HERNÁNDEZ SILVA AR. ASOC.
AR. JORGE LUIS HERNÁNDEZ SILVA

CONSTRUCTION

HERNÁNDEZ SILVA AR. ASOC.
AR. JORGE LUIS HERNANDEZ SILVA
ENGR. HÉCTOR MENDOZA MEJÍA

TEAM

AR. GERARDO GÓMEZ
AR. MARISELA ALVARADO
AR. CARLOS MÁRQUEZ CODINA

LOCATION

TLAJOMULCO DE ZÚÑIGA, JALISCO, MÉXICO

PROJECT YEAR

2001


CONSTRUCTION YEAR

2001-2003

AREA

1400 m2

STRUCTURAL ENGINEER

TADE (TEC. AVANZADA EN CÁLCULO ESTRUCTURAL)
ENGR. ÁLVARO VALLEJO

PHOTOGRAPHY

MITO COVARRUBIAS

The house is located in an uneven ground, the access road to it is very steep; the land descends between rocks and trees about 12 meters and is located about 200 meters above the city. The view of Guadalajara and its surroundings is stunning, it contains an ever changing horizon; in day time a serene landscape is witnessed and at night a dramatic view above de lights of the valley. 
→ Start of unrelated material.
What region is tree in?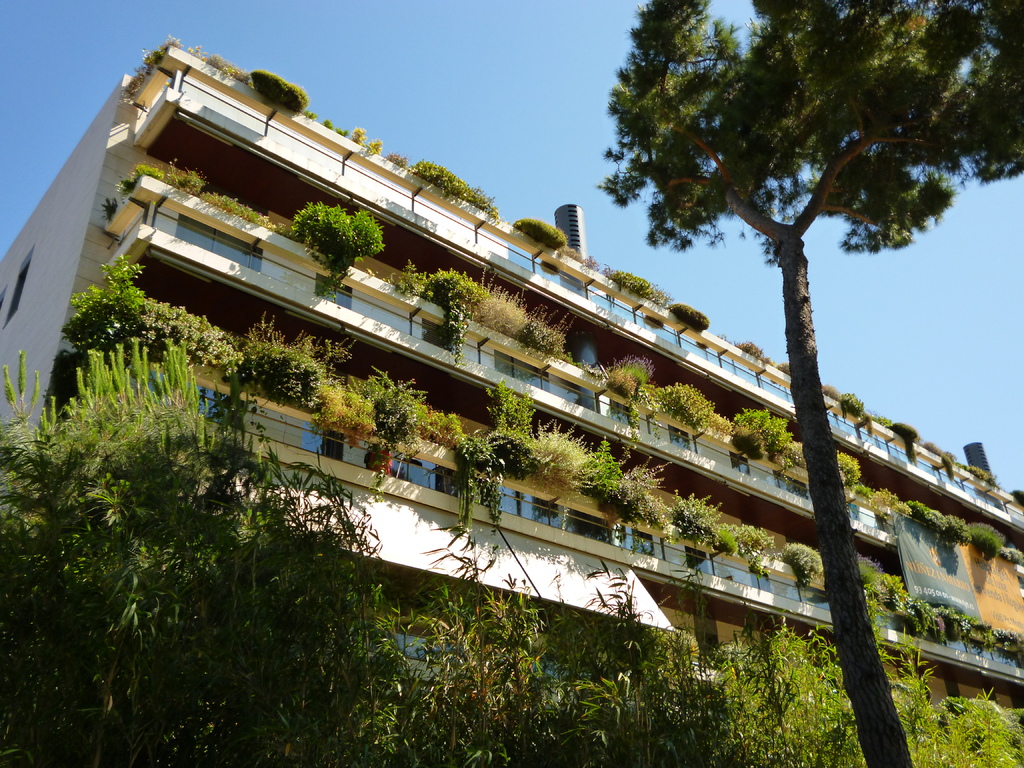
detection(596, 0, 1023, 767).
When developing the architectural program and carefully analyzing the user and its needs for social and private life, as well as its variable peculiarities, it was concluded which spaces the house would have, which would always be very generous and enlightened. 

The house works its concept using the site and the user as main elements; it merges them into a single body integrated by different volumes, it proposes an \"L\" scheme that embraces the landscape, this is fragmented horizontally by blind volumes on its base to fully transparent at the top. This allowed us to develop a highly functional concept suitable to the site, where the access through the top was required and allowing us to place the day living spaces at the upper and transparent fractions, and more intimate towards the bottom, achieving more privacy.

Transparency was considered as one of the most important values ​​to develop the project; the house has a fence towards the street that limits the inside so subtle that it looks more like a cover of an ethereal material than a separation from the exterior. The windows are always clear and generous, so that the outside blends with the inside as a single composition element, the walls are always fragmented by transparent bodies and levitating on its base. This transparency is brought to its tectonic formation, for us it was essential that all structural elements: columns, beams and slabs, as well as architectural elements: roofs, walls and windows, were clearly shown both to the exterior and the interior. 

The community asked for inclined roofs, therefore, we decided to emphasize them to top of the house with a homogeneous, light and harshly outlined cover, which generates an expressive effect that wraps different spaces.


The slope of the street allowed us to make two different accesses: cars and pedestrian at different levels which are structured one over another. The pedestrian on the upper part, linked to the social areas of the house and the car entrance directly to the private areas. 

The house is divided into four levels; the first one is a platform where the terrace, the family kitchen and bathroom area are located, this level passes flush from the ground being more attached to it and with a view over the large garden and bordering trees. The second level contains the garage, service and rooms. The master bedroom is a great element that is embedded on the landscape, topped by a glass platform that is floating over the empty space, made of a lightweight and almost invisible railing structure. The glass on the floor was given opacity to eliminate the vertigo sensation. The third level, the most transparent one, contains all social areas: dining room, kitchen, living room, study and game area at the end of a large terrace directly linking the platform to the horizon. This floor was built with slender cylindrical columns that rise above the concrete slab as needles to reach the deck cover assembled in plywood, as if separated the space more than hold it. The top floor is occupied by the oratory and collections room, linking the two slopes of the roof. 

Textures are mostly worked by the same materials that make the structure: concrete, bush-hammered cement, steel structures. Only some stone walls were coated with materials such as seashells, stone or large dimensions marble. The roof is covered with ceramic matching the seashells same color, made expressly for the house.